More interesting than the result of this experiment is the perverse reasoning behind it, and the real value of Mexifornia, particularly from our vantage point in 2016, with a potential Trump presidency on the horizon, is in its ability to explain the uneasy status quo. Big business – particularly large agricultural corporations – have a financial interest in porous borders, as these provide an unending supply of cheap foreign labourers, who will work off the books, without incurring the added expenses that documented workers would. The political Right, Hanson argues, is utterly beholden to these interests; the Left, on the other hand, draws from a number of motivations, ranging from humanitarian (illegal immigrants to America, even paid off the books, enjoy a far higher standard of living than in their native Mexico) to cynical (Hispanic Americans are reliable constituents of the Democratic party) to ideological (the “Chicano studies” professors, for example, who believe California – and much of the American Midwest besides – rightly belongs to Mexico). Mexico itself, Hanson argues, is cynically invested in the status quo, as illegal immigration into America relieves them of the financial and moral responsibility of providing for their poor, or ameliorating their corrupt political system – to say nothing of the estimated $15 billion in annual worker remittances that Mexican labourers in America send back to Mexico.
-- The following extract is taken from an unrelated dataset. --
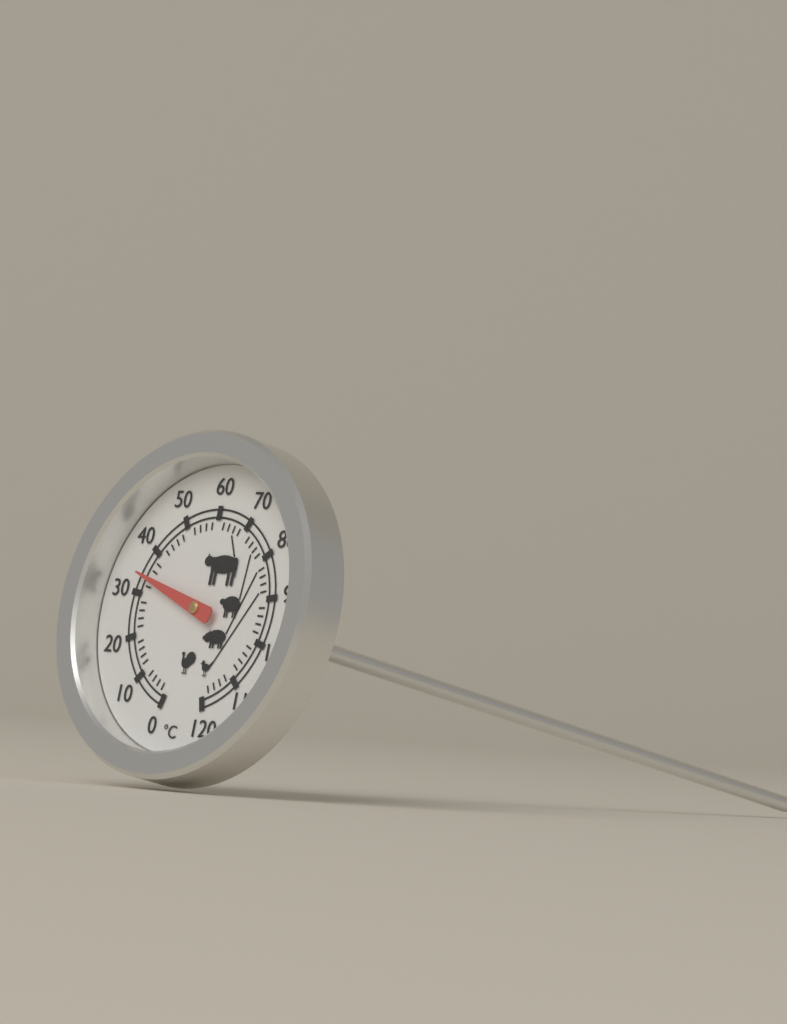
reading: 34 °C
In an ironic twist of fate, the results for both Left and Right have been disastrous:

Illustrating the law of unintended consequences, the present immigration crisis is not quite what any of the stakeholders anticipated. For in addition to some cheap labor, the tax-conscious Right also got thousands of unassimilated others who eventually plugged into the state’s nearly bankrupt entitlement industry and filled its newly built prisons. (Almost one-quarter of California’s inmates are from Mexico, and almost a third of recent drug-trafficking arrests involved illegal aliens.) In contrast, the pro-labor Left, salivating over a larger bloc vote, slowly discovered that the wages of its own impoverished domestic constituencies were eroded by less expensive and more industrious alien workers (50 percent of real wage labor losses was recently attributed by the Labor Department to the influx of cheap immigrant labor) – and that puts a strain on the coalition that the Left wants to build.
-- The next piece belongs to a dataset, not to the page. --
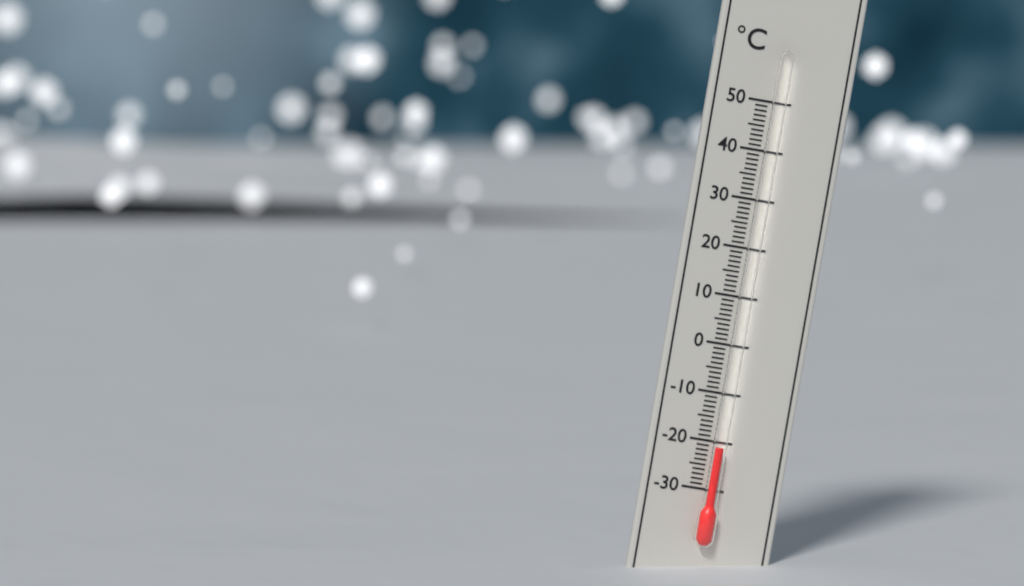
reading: -21 °C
One story, in particular, illustrates this comedy of errors. It is not widely known, but illegal immigrants to California and ten or so other states are able to apply for driver’s licenses without providing proof of citizenship. This was a concession to practicality, not to humane policy, for the rates of drunk driving and the high cost of traffic accidents faulted to illegal immigrants were rapidly reaching crisis level. By issuing driver’s licenses, and thereby imposing some measure of safety and regulatory training on illegal immigrants, it was hoped this problem might be curbed.

One of Hanson’s warnings, in particular, now seems prophetic. Immigration, he argues, is a divisive issue, but it is no longer one that divides people evenly along political lines. The Left and Right have thus far been happy to maintain the uneasy status quo. The better predictor for someone’s position on immigration is socioeconomic status. The wealthy minority, who reside in homogenous neighbourhoods where the only Hispanic-speaking people are cleaning pools or acting as housecleaners and nurses, are largely in favor of immigration; the poorer majority, who have witnessed first-hand the tidal shifts in their communities, who have seen their wages stagnate, their government services diluted, are increasingly opposed. This, I think, is the starting point for an understanding of Donald Trump’s popularity.